I grew up surrounded by mystery. In the Greek Orthodox Church, the priest stood with his back to the congregation, chanting prayers I couldn’t understand in a language I barely knew. The air was thick with incense and reverence. I watched candles flicker, bells ring, and holy gifts lifted high in gestures I sensed were sacred even if I couldn’t translate them. It was beautiful and otherworldly—an early lesson that divinity could be felt even when it wasn’t fully understood and this lesson certainly shaped the soul I know.
My mother, however, came from a Southern Baptist lineage. At family gatherings we’d gather around the piano and sing How Great Thou Art and Blessed Assurance. Those hymns were their own kind of liturgy—familiar, emotional, and earnest. Between the solemn mystery of Orthodoxy and the sing-it-loud passion of the Baptists, my young soul was given both awe and intimacy.
As I got older, my voice carried me to more churches than I can count. I was invited to sing solos at Sunday services of every denomination—Methodist, Pentecostal, non-denominational. In each sanctuary I sensed the same longing for the divine, but also a pattern that began to trouble me: no matter the flavor, the story was still dualistic. Heaven or hell. Saved or lost. The soul was something to be redeemed, scrubbed, rescued from itself.
In my thirties, living in Atlanta, I joined a Presbyterian church—a kind of middle ground between the ornate antiquity of Orthodoxy and the fiery certitude of evangelicalism. It was thoughtful, measured, and moderate. Yet beneath the hymns and sermons, the same old split remained: the soul as something that could fall from grace.
Over time, through study, reflection, and lived experience, that narrative unraveled for me. I couldn’t reconcile the idea of a “fallen” soul with what I felt to be true: that the soul is pure essence—an unbroken current of awareness. What fractures isn’t the soul; it’s our human perception of it.
The soul, as I’ve come to know it, doesn’t need saving. It doesn’t fall from heaven or climb its way back. It simply is. It hums beneath everything, steady and bright, while the human ego flails, forgets, and learns. The work of life isn’t redemption; it’s remembrance.
That’s why pantheism—or more accurately, panentheism—speaks to me. I see the face of God/dess in everyone and everything. If all creation hums with divine frequency, then the sacred isn’t confined to churches. It’s in the trees, the animals, the crystals, or the scent of an essential oil rising from the bottle. When I try to fit pantheism inside traditional Christianity, it feels like trying to pour the ocean into a cup. If everything is divine, even the stones, the idea of damnation simply dissolves.
There’s a passage in Hebrews 13:2 that I’ve loved since childhood: “Be not forgetful to entertain strangers, for thereby some have entertained angels unawares.” Even as a girl, I sensed its deeper meaning. The divine hides in plain sight. Every stranger, every moment, every reflection is a potential mirror for the soul’s radiance.
And so, the soul I know isn’t waiting to be washed clean or rescued. It’s already whole. It’s the steady hum of divinity that never falters—what we do with it as humans is what sometimes goes wack-a-doo. But the frequency remains pure, always calling us back to tune in.
Reflection | Soul Note Prompt
The soul, I believe, is never in peril. It’s the human condition that stumbles — the part of us that forgets, reacts, and builds stories of separation. Yet even in those moments, the soul hums beneath the noise, waiting for recognition.
Soul Note:
Where do you notice your human condition pulling you out of alignment with your soul’s steady frequency?
And what helps you remember — even for a breath — that your soul has never stopped singing?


§ Problem:
The records below are to be reproduced exactly, with the pictures left out.

▶

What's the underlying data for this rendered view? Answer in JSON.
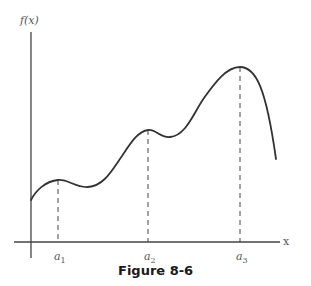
{
  "figure": {
    "caption": "Figure 8-6",
    "y_axis_label": "f(x)",
    "x_axis_label": "x",
    "points": [
      {
        "name": "a",
        "sub": "1"
      },
      {
        "name": "a",
        "sub": "2"
      },
      {
        "name": "a",
        "sub": "3"
      }
    ],
    "colors": {
      "curve": "#333333",
      "axes": "#444444",
      "dashes": "#444444",
      "text": "#555555"
    }
  }
}
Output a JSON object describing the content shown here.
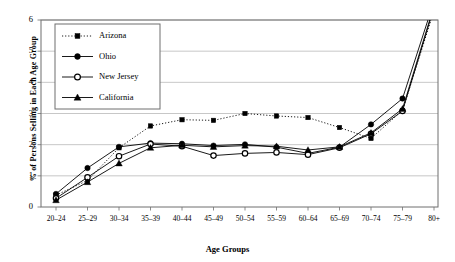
{
  "chart_data": {
    "type": "line",
    "title": "",
    "xlabel": "Age Groups",
    "ylabel": "% of Persons Selling in Each Age Group",
    "categories": [
      "20–24",
      "25–29",
      "30–34",
      "35–39",
      "40–44",
      "45–49",
      "50–54",
      "55–59",
      "60–64",
      "65–69",
      "70–74",
      "75–79",
      "80+"
    ],
    "ylim": [
      0,
      6
    ],
    "yticks": [
      0,
      1,
      2,
      3,
      4,
      5,
      6
    ],
    "grid": "horizontal",
    "legend_position": "top-left",
    "series": [
      {
        "name": "Arizona",
        "marker": "filled-square",
        "line": "dotted",
        "color": "#000000",
        "values": [
          0.38,
          0.85,
          1.9,
          2.6,
          2.8,
          2.78,
          3.0,
          2.92,
          2.87,
          2.55,
          2.2,
          3.1,
          6.3
        ]
      },
      {
        "name": "Ohio",
        "marker": "filled-circle",
        "line": "solid",
        "color": "#000000",
        "values": [
          0.42,
          1.25,
          1.93,
          2.05,
          2.03,
          1.97,
          2.01,
          1.92,
          1.72,
          1.92,
          2.65,
          3.48,
          6.6
        ]
      },
      {
        "name": "New Jersey",
        "marker": "open-circle",
        "line": "solid",
        "color": "#000000",
        "values": [
          0.28,
          0.95,
          1.63,
          2.02,
          1.95,
          1.65,
          1.72,
          1.75,
          1.68,
          1.9,
          2.35,
          3.08,
          6.4
        ]
      },
      {
        "name": "California",
        "marker": "filled-triangle",
        "line": "solid",
        "color": "#000000",
        "values": [
          0.22,
          0.8,
          1.4,
          1.9,
          1.98,
          1.93,
          1.97,
          1.95,
          1.83,
          1.93,
          2.38,
          3.15,
          6.45
        ]
      }
    ]
  },
  "axis": {
    "ytick_labels": [
      "0",
      "1",
      "2",
      "3",
      "4",
      "5",
      "6"
    ],
    "xtick_labels": [
      "20–24",
      "25–29",
      "30–34",
      "35–39",
      "40–44",
      "45–49",
      "50–54",
      "55–59",
      "60–64",
      "65–69",
      "70–74",
      "75–79",
      "80+"
    ]
  },
  "legend": {
    "entries": [
      {
        "label": "Arizona"
      },
      {
        "label": "Ohio"
      },
      {
        "label": "New Jersey"
      },
      {
        "label": "California"
      }
    ]
  },
  "colors": {
    "ink": "#000000",
    "grid": "#b9b9b9",
    "frame": "#6f6f6f"
  }
}
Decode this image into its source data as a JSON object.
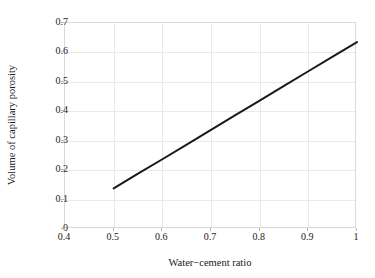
{
  "chart_data": {
    "type": "line",
    "title": "",
    "xlabel": "Water−cement ratio",
    "ylabel": "Volume of capillary porosity",
    "xlim": [
      0.4,
      1.0
    ],
    "ylim": [
      0.0,
      0.7
    ],
    "xticks": [
      "0.4",
      "0.5",
      "0.6",
      "0.7",
      "0.8",
      "0.9",
      "1"
    ],
    "xtick_values": [
      0.4,
      0.5,
      0.6,
      0.7,
      0.8,
      0.9,
      1.0
    ],
    "yticks": [
      "0",
      "0.1",
      "0.2",
      "0.3",
      "0.4",
      "0.5",
      "0.6",
      "0.7"
    ],
    "ytick_values": [
      0.0,
      0.1,
      0.2,
      0.3,
      0.4,
      0.5,
      0.6,
      0.7
    ],
    "grid": true,
    "legend": "none",
    "line_color": "#1a1a1a",
    "grid_color": "#e9e9e9",
    "axis_color": "#d9d9d9",
    "background": "#ffffff",
    "line_width": 2,
    "series": [
      {
        "name": "Capillary porosity",
        "x": [
          0.5,
          0.55,
          0.6,
          0.65,
          0.7,
          0.75,
          0.8,
          0.85,
          0.9,
          0.95,
          1.0
        ],
        "values": [
          0.138,
          0.188,
          0.237,
          0.287,
          0.337,
          0.387,
          0.436,
          0.486,
          0.536,
          0.586,
          0.635
        ]
      }
    ],
    "annotations": []
  }
}
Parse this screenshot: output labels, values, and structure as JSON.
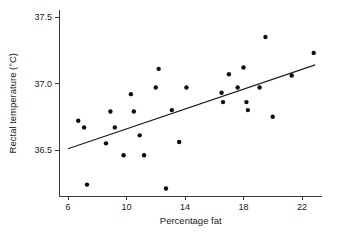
{
  "chart_data": {
    "type": "scatter",
    "title": "",
    "xlabel": "Percentage fat",
    "ylabel": "Rectal temperature (°C)",
    "xlim": [
      5.0,
      23.4
    ],
    "ylim": [
      36.18,
      37.55
    ],
    "xticks": [
      6,
      10,
      14,
      18,
      22
    ],
    "xtick_labels": [
      "6",
      "10",
      "14",
      "18",
      "22"
    ],
    "yticks": [
      36.5,
      37.0,
      37.5
    ],
    "ytick_labels": [
      "36.5",
      "37.0",
      "37.5"
    ],
    "grid": false,
    "legend": "none",
    "marker": "filled-circle",
    "marker_color": "#0d0d0d",
    "line_color": "#1a1a1a",
    "axis_color": "#3a3a3a",
    "points": [
      {
        "x": 6.7,
        "y": 36.72
      },
      {
        "x": 7.1,
        "y": 36.67
      },
      {
        "x": 7.3,
        "y": 36.24
      },
      {
        "x": 8.6,
        "y": 36.55
      },
      {
        "x": 8.9,
        "y": 36.79
      },
      {
        "x": 9.2,
        "y": 36.67
      },
      {
        "x": 9.8,
        "y": 36.46
      },
      {
        "x": 10.3,
        "y": 36.92
      },
      {
        "x": 10.5,
        "y": 36.79
      },
      {
        "x": 10.9,
        "y": 36.61
      },
      {
        "x": 11.2,
        "y": 36.46
      },
      {
        "x": 12.0,
        "y": 36.97
      },
      {
        "x": 12.2,
        "y": 37.11
      },
      {
        "x": 12.7,
        "y": 36.21
      },
      {
        "x": 13.1,
        "y": 36.8
      },
      {
        "x": 13.6,
        "y": 36.56
      },
      {
        "x": 14.1,
        "y": 36.97
      },
      {
        "x": 16.5,
        "y": 36.93
      },
      {
        "x": 16.6,
        "y": 36.86
      },
      {
        "x": 17.0,
        "y": 37.07
      },
      {
        "x": 17.6,
        "y": 36.97
      },
      {
        "x": 18.0,
        "y": 37.12
      },
      {
        "x": 18.2,
        "y": 36.86
      },
      {
        "x": 18.3,
        "y": 36.8
      },
      {
        "x": 19.1,
        "y": 36.97
      },
      {
        "x": 19.5,
        "y": 37.35
      },
      {
        "x": 20.0,
        "y": 36.75
      },
      {
        "x": 21.3,
        "y": 37.06
      },
      {
        "x": 22.8,
        "y": 37.23
      }
    ],
    "fit_line": {
      "label": "least-squares regression line",
      "x_start": 6.0,
      "y_start": 36.51,
      "x_end": 22.9,
      "y_end": 37.14
    }
  }
}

◀

§ Answer section:
What's the underlying data for this rendered view? Answer in JSON.
{
  "figure": {
    "caption": "Figure 8-6",
    "y_axis_label": "f(x)",
    "x_axis_label": "x",
    "points": [
      {
        "name": "a",
        "sub": "1"
      },
      {
        "name": "a",
        "sub": "2"
      },
      {
        "name": "a",
        "sub": "3"
      }
    ],
    "colors": {
      "curve": "#333333",
      "axes": "#444444",
      "dashes": "#444444",
      "text": "#555555"
    }
  }
}
Output a JSON object describing the content shown here.
{
  "chart_data": {
    "type": "line",
    "title": "",
    "xlabel": "Age Groups",
    "ylabel": "% of Persons Selling in Each Age Group",
    "categories": [
      "20–24",
      "25–29",
      "30–34",
      "35–39",
      "40–44",
      "45–49",
      "50–54",
      "55–59",
      "60–64",
      "65–69",
      "70–74",
      "75–79",
      "80+"
    ],
    "ylim": [
      0,
      6
    ],
    "yticks": [
      0,
      1,
      2,
      3,
      4,
      5,
      6
    ],
    "grid": "horizontal",
    "legend_position": "top-left",
    "series": [
      {
        "name": "Arizona",
        "marker": "filled-square",
        "line": "dotted",
        "color": "#000000",
        "values": [
          0.38,
          0.85,
          1.9,
          2.6,
          2.8,
          2.78,
          3.0,
          2.92,
          2.87,
          2.55,
          2.2,
          3.1,
          6.3
        ]
      },
      {
        "name": "Ohio",
        "marker": "filled-circle",
        "line": "solid",
        "color": "#000000",
        "values": [
          0.42,
          1.25,
          1.93,
          2.05,
          2.03,
          1.97,
          2.01,
          1.92,
          1.72,
          1.92,
          2.65,
          3.48,
          6.6
        ]
      },
      {
        "name": "New Jersey",
        "marker": "open-circle",
        "line": "solid",
        "color": "#000000",
        "values": [
          0.28,
          0.95,
          1.63,
          2.02,
          1.95,
          1.65,
          1.72,
          1.75,
          1.68,
          1.9,
          2.35,
          3.08,
          6.4
        ]
      },
      {
        "name": "California",
        "marker": "filled-triangle",
        "line": "solid",
        "color": "#000000",
        "values": [
          0.22,
          0.8,
          1.4,
          1.9,
          1.98,
          1.93,
          1.97,
          1.95,
          1.83,
          1.93,
          2.38,
          3.15,
          6.45
        ]
      }
    ]
  },
  "axis": {
    "ytick_labels": [
      "0",
      "1",
      "2",
      "3",
      "4",
      "5",
      "6"
    ],
    "xtick_labels": [
      "20–24",
      "25–29",
      "30–34",
      "35–39",
      "40–44",
      "45–49",
      "50–54",
      "55–59",
      "60–64",
      "65–69",
      "70–74",
      "75–79",
      "80+"
    ]
  },
  "legend": {
    "entries": [
      {
        "label": "Arizona"
      },
      {
        "label": "Ohio"
      },
      {
        "label": "New Jersey"
      },
      {
        "label": "California"
      }
    ]
  },
  "colors": {
    "ink": "#000000",
    "grid": "#b9b9b9",
    "frame": "#6f6f6f"
  }
}
Decode this image into its source data as a JSON object.
{
  "chart_data": {
    "type": "line",
    "title": "",
    "xlabel": "Water−cement ratio",
    "ylabel": "Volume of capillary porosity",
    "xlim": [
      0.4,
      1.0
    ],
    "ylim": [
      0.0,
      0.7
    ],
    "xticks": [
      "0.4",
      "0.5",
      "0.6",
      "0.7",
      "0.8",
      "0.9",
      "1"
    ],
    "xtick_values": [
      0.4,
      0.5,
      0.6,
      0.7,
      0.8,
      0.9,
      1.0
    ],
    "yticks": [
      "0",
      "0.1",
      "0.2",
      "0.3",
      "0.4",
      "0.5",
      "0.6",
      "0.7"
    ],
    "ytick_values": [
      0.0,
      0.1,
      0.2,
      0.3,
      0.4,
      0.5,
      0.6,
      0.7
    ],
    "grid": true,
    "legend": "none",
    "line_color": "#1a1a1a",
    "grid_color": "#e9e9e9",
    "axis_color": "#d9d9d9",
    "background": "#ffffff",
    "line_width": 2,
    "series": [
      {
        "name": "Capillary porosity",
        "x": [
          0.5,
          0.55,
          0.6,
          0.65,
          0.7,
          0.75,
          0.8,
          0.85,
          0.9,
          0.95,
          1.0
        ],
        "values": [
          0.138,
          0.188,
          0.237,
          0.287,
          0.337,
          0.387,
          0.436,
          0.486,
          0.536,
          0.586,
          0.635
        ]
      }
    ],
    "annotations": []
  }
}
Parse this screenshot: output labels, values, and structure as JSON.
{
  "chart_data": {
    "type": "scatter",
    "title": "",
    "xlabel": "Percentage fat",
    "ylabel": "Rectal temperature (°C)",
    "xlim": [
      5.0,
      23.4
    ],
    "ylim": [
      36.18,
      37.55
    ],
    "xticks": [
      6,
      10,
      14,
      18,
      22
    ],
    "xtick_labels": [
      "6",
      "10",
      "14",
      "18",
      "22"
    ],
    "yticks": [
      36.5,
      37.0,
      37.5
    ],
    "ytick_labels": [
      "36.5",
      "37.0",
      "37.5"
    ],
    "grid": false,
    "legend": "none",
    "marker": "filled-circle",
    "marker_color": "#0d0d0d",
    "line_color": "#1a1a1a",
    "axis_color": "#3a3a3a",
    "points": [
      {
        "x": 6.7,
        "y": 36.72
      },
      {
        "x": 7.1,
        "y": 36.67
      },
      {
        "x": 7.3,
        "y": 36.24
      },
      {
        "x": 8.6,
        "y": 36.55
      },
      {
        "x": 8.9,
        "y": 36.79
      },
      {
        "x": 9.2,
        "y": 36.67
      },
      {
        "x": 9.8,
        "y": 36.46
      },
      {
        "x": 10.3,
        "y": 36.92
      },
      {
        "x": 10.5,
        "y": 36.79
      },
      {
        "x": 10.9,
        "y": 36.61
      },
      {
        "x": 11.2,
        "y": 36.46
      },
      {
        "x": 12.0,
        "y": 36.97
      },
      {
        "x": 12.2,
        "y": 37.11
      },
      {
        "x": 12.7,
        "y": 36.21
      },
      {
        "x": 13.1,
        "y": 36.8
      },
      {
        "x": 13.6,
        "y": 36.56
      },
      {
        "x": 14.1,
        "y": 36.97
      },
      {
        "x": 16.5,
        "y": 36.93
      },
      {
        "x": 16.6,
        "y": 36.86
      },
      {
        "x": 17.0,
        "y": 37.07
      },
      {
        "x": 17.6,
        "y": 36.97
      },
      {
        "x": 18.0,
        "y": 37.12
      },
      {
        "x": 18.2,
        "y": 36.86
      },
      {
        "x": 18.3,
        "y": 36.8
      },
      {
        "x": 19.1,
        "y": 36.97
      },
      {
        "x": 19.5,
        "y": 37.35
      },
      {
        "x": 20.0,
        "y": 36.75
      },
      {
        "x": 21.3,
        "y": 37.06
      },
      {
        "x": 22.8,
        "y": 37.23
      }
    ],
    "fit_line": {
      "label": "least-squares regression line",
      "x_start": 6.0,
      "y_start": 36.51,
      "x_end": 22.9,
      "y_end": 37.14
    }
  }
}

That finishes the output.